• Assigned task
Below are some records. Set down exactly the line holding "Find the location" and every later line through the end, omitting the pictures.

• • • • • • •

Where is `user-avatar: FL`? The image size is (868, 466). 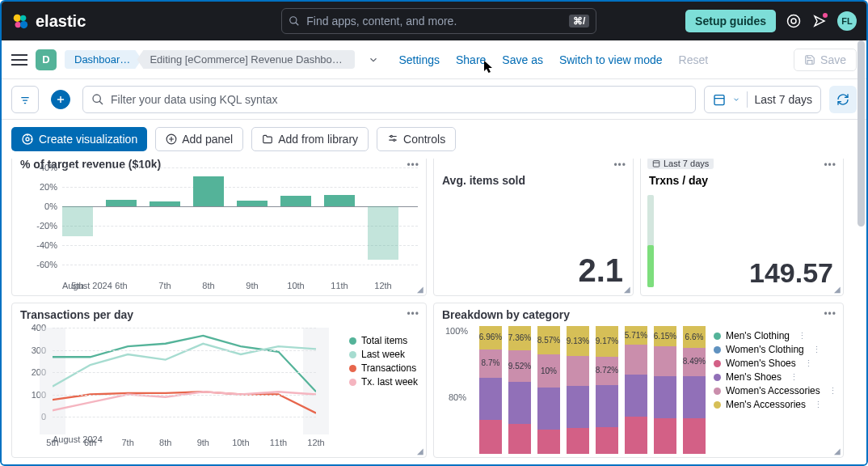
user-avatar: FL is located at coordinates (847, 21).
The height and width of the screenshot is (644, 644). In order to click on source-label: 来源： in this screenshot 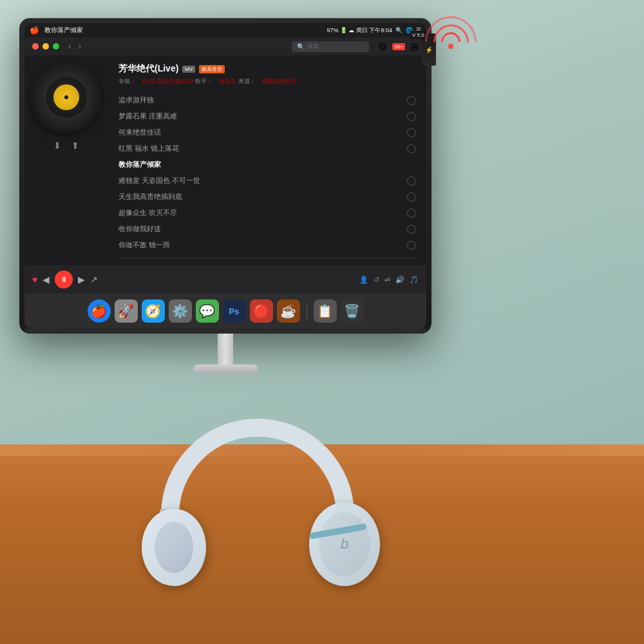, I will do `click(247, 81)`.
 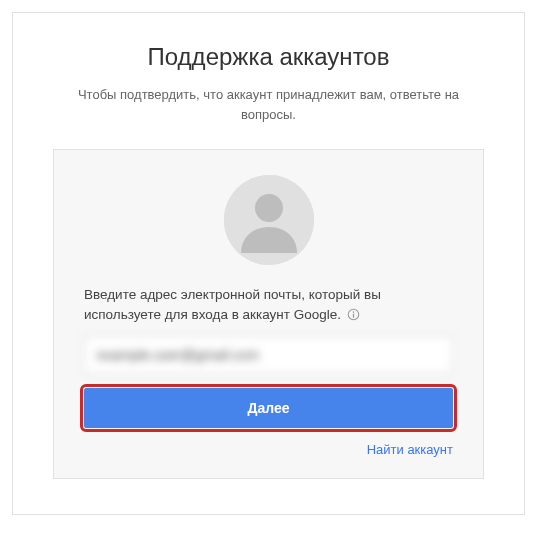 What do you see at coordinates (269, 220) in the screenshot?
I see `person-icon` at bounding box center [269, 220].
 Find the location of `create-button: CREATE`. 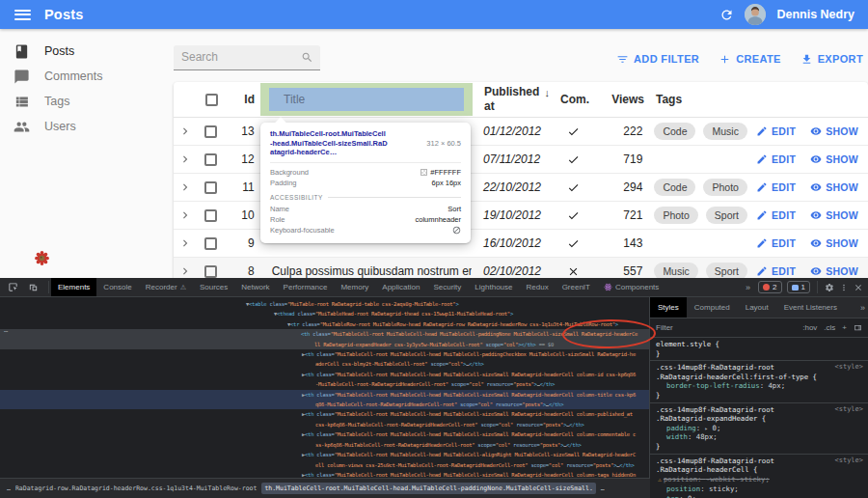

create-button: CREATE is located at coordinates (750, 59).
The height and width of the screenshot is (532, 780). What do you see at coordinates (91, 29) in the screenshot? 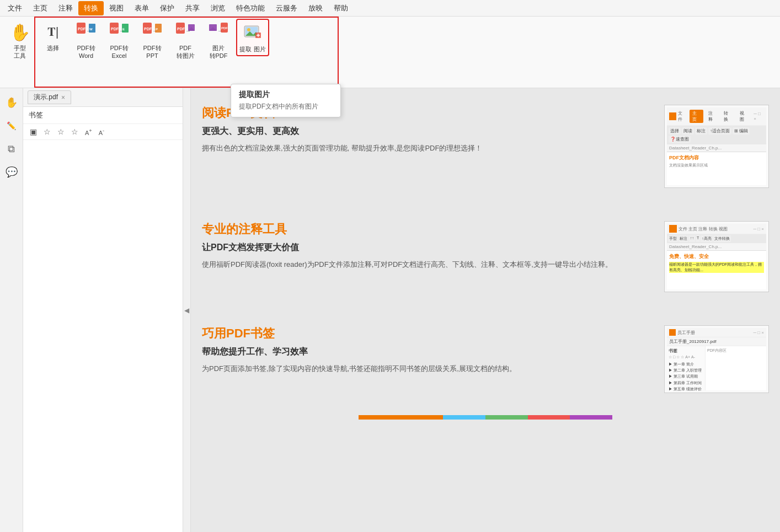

• • • • • • •

• Result of this task
 Find the location of `create-button: CREATE`. 

create-button: CREATE is located at coordinates (750, 59).
The height and width of the screenshot is (532, 780). What do you see at coordinates (91, 29) in the screenshot? 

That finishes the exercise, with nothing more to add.